There are some lucky people in New York who have found utilities-included apartments and thus, do not have to pay for air conditioning. As it turns out, these people are blasting their A/C units all day and night, indiscriminately, even when they’re not there, gleefully giving a big middle finger to the environment.
Take, for example, one Michael Perlo, a 28-year-old TV producer who leaves the A/C on all the time “only partly out of sympathy for his cat,” the creatively named Kitty. Perlo told the Times (“with more bravado than guilt”!) that “Not having to pay for electricity makes me a little bit more reckless.”
Perlo lives in one of the 250,000 apartments in the city in which the electricity bill is part of the rent, because the building is wired so that there is only one meter that tracks power usage. These buildings apparently use 30 percent more energy than their electricity-not-included counterparts. But this fact doesn’t stop people from being asinine, like this young couple who left their A/C running for an impressive four days “while they went out of town for a funeral, thinking it would be nice, amid the July heat wave, to return to a cool apartment.”
Their attitude is similar to that of Danielle, who lives in Stuy-Town and who quite simply “doesn’t want to walk into a hot apartment at the end of the day.”
What’s the deal? According to Professor Lawrence J. White of NYU’s Stern business school, the problem of people abusing their free air conditioning “is Homo economicus coming out in full feather.”
We forget whether Homo economicus came after Homo erectus, or before.
Here’s the thing, everyone quoted in this article: if you turn the A/C off, that doesn’t mean your apartment will never cool down again. In fact, your apartment will become cool again very quickly once you turn the A/C back on. You may have to suffer through five minutes of being a bit too hot, but you can go stick your head in the refrigerator during those five minutes. Problem solved.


Instructions for the task ▸ Those lines of the material below that fall between its first line and the line with "Task: Click on the label: Unit Price", both included, are to be repeated exactly.

Provided data ▸
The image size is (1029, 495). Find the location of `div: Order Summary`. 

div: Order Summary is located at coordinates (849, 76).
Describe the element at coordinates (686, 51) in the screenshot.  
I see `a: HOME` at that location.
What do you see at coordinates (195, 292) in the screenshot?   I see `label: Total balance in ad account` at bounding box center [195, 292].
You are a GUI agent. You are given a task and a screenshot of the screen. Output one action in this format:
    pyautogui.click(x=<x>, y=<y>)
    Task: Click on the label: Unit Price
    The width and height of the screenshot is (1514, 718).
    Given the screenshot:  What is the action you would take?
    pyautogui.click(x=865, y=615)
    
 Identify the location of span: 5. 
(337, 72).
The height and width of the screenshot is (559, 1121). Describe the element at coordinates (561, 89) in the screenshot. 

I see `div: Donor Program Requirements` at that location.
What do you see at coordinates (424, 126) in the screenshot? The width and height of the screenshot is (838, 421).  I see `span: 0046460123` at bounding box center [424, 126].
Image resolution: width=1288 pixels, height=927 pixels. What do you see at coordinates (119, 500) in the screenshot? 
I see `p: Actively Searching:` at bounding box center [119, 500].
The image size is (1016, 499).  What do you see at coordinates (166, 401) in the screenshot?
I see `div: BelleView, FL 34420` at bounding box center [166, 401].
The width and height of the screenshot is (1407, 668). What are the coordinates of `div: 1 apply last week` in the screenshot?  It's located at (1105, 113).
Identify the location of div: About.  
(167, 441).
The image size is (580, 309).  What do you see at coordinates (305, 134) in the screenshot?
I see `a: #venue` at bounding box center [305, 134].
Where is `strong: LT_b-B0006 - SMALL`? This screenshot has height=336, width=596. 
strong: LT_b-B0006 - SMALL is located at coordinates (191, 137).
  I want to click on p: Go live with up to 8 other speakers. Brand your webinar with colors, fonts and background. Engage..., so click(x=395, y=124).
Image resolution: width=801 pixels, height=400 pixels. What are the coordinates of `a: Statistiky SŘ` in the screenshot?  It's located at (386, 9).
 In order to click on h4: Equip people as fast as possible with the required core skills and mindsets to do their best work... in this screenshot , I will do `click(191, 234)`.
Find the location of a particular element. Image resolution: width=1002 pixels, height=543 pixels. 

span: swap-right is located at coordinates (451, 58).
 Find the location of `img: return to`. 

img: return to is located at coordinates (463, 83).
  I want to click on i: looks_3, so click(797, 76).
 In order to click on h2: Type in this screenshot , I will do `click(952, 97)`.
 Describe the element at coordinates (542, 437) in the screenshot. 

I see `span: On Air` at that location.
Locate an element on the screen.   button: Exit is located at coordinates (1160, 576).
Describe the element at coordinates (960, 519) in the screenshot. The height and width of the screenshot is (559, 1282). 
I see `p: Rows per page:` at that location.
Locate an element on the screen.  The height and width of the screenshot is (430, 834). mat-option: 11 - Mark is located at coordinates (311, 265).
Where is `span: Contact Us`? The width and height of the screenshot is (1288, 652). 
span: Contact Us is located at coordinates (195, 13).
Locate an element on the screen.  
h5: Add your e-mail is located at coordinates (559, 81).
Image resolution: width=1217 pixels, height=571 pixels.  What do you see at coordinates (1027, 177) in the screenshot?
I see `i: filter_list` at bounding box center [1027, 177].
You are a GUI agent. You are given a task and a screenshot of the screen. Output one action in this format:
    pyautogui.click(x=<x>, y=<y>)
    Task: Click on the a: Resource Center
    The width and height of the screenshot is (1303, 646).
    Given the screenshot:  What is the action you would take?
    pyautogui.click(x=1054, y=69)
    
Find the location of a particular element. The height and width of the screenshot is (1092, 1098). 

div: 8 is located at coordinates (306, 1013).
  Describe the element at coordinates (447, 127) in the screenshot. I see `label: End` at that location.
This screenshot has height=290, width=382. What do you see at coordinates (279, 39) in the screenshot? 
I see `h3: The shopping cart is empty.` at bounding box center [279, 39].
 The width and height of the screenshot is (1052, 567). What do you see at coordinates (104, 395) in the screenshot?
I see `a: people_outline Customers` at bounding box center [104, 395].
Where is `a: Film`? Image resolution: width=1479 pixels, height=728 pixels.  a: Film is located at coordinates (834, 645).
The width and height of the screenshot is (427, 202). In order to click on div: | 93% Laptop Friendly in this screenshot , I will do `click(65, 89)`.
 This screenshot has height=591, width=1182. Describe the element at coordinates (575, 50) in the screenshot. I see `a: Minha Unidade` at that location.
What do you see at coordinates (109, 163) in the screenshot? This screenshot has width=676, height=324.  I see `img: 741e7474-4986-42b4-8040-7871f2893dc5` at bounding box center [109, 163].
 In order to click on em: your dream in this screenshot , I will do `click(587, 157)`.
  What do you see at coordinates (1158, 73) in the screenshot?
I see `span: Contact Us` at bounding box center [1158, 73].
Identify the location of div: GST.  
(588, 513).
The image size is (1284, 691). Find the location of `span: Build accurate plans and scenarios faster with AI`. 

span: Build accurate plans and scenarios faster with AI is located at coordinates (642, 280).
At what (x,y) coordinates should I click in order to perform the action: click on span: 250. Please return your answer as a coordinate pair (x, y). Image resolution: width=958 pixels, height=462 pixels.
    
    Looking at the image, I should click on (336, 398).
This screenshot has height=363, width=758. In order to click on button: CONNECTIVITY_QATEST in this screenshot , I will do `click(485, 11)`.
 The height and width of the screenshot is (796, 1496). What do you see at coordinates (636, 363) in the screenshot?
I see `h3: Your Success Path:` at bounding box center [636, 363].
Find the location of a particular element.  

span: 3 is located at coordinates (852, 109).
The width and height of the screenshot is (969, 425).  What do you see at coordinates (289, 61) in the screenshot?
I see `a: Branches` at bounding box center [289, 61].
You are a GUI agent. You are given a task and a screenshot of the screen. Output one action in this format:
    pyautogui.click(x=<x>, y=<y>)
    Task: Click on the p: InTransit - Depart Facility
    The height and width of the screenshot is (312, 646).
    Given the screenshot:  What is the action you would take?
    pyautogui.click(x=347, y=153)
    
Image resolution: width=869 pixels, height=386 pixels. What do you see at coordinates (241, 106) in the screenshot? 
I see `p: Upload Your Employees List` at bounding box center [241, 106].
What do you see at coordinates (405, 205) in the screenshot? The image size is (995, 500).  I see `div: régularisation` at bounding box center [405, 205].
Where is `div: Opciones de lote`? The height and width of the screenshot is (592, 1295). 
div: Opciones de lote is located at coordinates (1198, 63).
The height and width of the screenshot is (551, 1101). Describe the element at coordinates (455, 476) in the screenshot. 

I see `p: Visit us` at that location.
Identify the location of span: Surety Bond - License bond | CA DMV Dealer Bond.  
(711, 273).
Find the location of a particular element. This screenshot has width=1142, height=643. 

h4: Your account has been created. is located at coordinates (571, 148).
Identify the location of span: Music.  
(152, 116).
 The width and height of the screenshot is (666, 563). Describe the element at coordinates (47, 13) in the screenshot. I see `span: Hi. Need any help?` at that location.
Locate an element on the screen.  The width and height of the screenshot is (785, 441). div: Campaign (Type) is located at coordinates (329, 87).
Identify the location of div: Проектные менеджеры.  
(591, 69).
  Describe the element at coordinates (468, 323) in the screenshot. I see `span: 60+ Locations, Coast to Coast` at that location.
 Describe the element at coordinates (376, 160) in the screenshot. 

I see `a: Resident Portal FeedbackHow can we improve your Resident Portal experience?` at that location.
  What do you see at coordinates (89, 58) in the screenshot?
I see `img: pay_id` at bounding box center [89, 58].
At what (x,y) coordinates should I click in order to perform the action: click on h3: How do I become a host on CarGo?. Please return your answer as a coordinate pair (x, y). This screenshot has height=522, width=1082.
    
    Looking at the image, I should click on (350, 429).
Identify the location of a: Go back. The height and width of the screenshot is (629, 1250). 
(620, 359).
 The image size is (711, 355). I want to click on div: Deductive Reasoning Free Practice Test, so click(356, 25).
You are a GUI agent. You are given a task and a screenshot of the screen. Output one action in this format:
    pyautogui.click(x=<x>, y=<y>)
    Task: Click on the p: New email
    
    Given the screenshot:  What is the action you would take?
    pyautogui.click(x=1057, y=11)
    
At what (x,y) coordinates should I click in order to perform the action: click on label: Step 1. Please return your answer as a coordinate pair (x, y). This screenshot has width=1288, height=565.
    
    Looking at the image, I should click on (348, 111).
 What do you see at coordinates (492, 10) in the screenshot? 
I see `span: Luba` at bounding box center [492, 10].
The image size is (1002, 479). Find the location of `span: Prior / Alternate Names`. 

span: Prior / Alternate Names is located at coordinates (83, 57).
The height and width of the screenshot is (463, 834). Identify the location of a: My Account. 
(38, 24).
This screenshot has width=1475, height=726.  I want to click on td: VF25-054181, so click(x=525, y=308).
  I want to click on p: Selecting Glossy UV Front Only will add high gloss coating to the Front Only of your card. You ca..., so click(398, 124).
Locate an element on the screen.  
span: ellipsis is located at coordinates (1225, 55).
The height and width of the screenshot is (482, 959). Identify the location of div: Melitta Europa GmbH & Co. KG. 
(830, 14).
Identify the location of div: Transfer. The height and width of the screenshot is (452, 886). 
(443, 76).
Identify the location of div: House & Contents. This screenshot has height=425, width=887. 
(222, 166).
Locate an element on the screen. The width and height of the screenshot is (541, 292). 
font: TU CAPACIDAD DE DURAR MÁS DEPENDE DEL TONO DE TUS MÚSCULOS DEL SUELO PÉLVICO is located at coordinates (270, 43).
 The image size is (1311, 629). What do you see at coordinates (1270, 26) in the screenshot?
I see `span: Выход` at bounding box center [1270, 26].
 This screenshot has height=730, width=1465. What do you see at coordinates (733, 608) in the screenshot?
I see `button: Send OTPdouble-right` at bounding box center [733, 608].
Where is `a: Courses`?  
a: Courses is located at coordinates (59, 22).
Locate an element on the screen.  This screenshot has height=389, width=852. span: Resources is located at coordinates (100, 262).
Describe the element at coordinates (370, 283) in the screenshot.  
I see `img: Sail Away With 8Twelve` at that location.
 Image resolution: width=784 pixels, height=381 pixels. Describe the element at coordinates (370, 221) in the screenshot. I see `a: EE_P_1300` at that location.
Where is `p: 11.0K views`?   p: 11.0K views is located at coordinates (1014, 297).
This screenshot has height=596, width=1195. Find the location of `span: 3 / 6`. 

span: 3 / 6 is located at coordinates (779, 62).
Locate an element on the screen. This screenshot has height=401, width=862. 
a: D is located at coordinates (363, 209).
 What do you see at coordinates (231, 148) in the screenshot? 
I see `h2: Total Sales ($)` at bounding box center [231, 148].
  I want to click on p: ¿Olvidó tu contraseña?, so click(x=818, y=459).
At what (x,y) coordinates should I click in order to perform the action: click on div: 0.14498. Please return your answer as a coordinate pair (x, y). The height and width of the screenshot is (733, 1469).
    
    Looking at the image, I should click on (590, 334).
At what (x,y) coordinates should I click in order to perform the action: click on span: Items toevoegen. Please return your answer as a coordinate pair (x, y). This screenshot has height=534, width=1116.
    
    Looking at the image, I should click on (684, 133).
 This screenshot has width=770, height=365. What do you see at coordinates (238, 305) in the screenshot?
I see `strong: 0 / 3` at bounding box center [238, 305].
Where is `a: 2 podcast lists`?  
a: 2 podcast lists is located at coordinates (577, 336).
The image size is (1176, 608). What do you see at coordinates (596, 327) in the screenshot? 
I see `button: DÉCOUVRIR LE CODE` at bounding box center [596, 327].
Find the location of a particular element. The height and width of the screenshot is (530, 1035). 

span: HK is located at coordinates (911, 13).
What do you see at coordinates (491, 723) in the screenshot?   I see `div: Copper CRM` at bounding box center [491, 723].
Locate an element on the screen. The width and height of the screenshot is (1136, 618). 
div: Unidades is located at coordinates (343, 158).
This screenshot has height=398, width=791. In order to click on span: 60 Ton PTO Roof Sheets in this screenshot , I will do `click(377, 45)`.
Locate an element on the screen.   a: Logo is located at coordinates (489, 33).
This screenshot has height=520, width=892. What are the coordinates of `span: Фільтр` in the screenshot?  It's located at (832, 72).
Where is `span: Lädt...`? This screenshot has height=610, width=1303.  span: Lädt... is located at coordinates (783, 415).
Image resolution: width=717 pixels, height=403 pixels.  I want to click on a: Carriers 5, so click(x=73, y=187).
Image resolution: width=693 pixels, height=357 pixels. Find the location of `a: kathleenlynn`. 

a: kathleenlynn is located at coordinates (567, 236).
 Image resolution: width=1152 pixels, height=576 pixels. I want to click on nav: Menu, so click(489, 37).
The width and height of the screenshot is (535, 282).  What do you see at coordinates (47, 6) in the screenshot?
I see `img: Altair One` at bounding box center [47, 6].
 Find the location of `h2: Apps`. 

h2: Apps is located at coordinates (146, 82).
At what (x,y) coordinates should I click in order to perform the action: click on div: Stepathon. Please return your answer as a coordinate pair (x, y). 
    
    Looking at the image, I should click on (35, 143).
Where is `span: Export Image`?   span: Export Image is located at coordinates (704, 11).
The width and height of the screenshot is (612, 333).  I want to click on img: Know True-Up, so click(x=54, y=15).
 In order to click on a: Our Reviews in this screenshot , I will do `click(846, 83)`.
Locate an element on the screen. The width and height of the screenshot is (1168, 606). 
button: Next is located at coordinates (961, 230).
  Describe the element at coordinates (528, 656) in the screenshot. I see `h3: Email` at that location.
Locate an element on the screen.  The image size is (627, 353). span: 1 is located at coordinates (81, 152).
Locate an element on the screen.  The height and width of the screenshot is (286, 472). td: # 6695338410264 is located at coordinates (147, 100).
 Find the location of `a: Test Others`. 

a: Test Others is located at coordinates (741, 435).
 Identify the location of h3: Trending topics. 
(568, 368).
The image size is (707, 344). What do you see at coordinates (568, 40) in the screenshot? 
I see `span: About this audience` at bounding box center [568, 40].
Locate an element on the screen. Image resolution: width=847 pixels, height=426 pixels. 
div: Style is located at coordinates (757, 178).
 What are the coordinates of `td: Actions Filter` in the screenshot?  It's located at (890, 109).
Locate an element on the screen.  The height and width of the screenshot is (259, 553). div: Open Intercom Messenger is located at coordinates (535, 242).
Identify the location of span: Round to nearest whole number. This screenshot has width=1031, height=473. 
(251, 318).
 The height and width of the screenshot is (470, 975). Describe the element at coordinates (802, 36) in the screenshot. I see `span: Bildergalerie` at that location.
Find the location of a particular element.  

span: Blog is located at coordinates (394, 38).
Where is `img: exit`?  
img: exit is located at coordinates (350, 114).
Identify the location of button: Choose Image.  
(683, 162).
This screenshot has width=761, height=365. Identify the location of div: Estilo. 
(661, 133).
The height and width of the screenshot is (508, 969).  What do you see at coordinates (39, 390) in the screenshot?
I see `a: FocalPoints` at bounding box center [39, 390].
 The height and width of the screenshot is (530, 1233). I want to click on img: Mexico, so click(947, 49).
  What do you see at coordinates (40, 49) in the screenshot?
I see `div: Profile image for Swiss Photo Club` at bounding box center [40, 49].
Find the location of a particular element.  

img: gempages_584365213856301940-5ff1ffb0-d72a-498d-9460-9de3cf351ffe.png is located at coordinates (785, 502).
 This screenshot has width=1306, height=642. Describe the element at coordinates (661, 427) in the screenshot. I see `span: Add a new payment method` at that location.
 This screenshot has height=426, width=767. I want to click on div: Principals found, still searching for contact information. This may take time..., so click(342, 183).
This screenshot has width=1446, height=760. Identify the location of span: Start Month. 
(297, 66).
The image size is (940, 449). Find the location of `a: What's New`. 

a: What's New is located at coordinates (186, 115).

Result of this exercise ▸
The image size is (1029, 495). Find the location of `div: Order Summary`. 

div: Order Summary is located at coordinates (849, 76).
Describe the element at coordinates (686, 51) in the screenshot.  
I see `a: HOME` at that location.
What do you see at coordinates (195, 292) in the screenshot?   I see `label: Total balance in ad account` at bounding box center [195, 292].
You are a GUI agent. You are given a task and a screenshot of the screen. Output one action in this format:
    pyautogui.click(x=<x>, y=<y>)
    Task: Click on the label: Unit Price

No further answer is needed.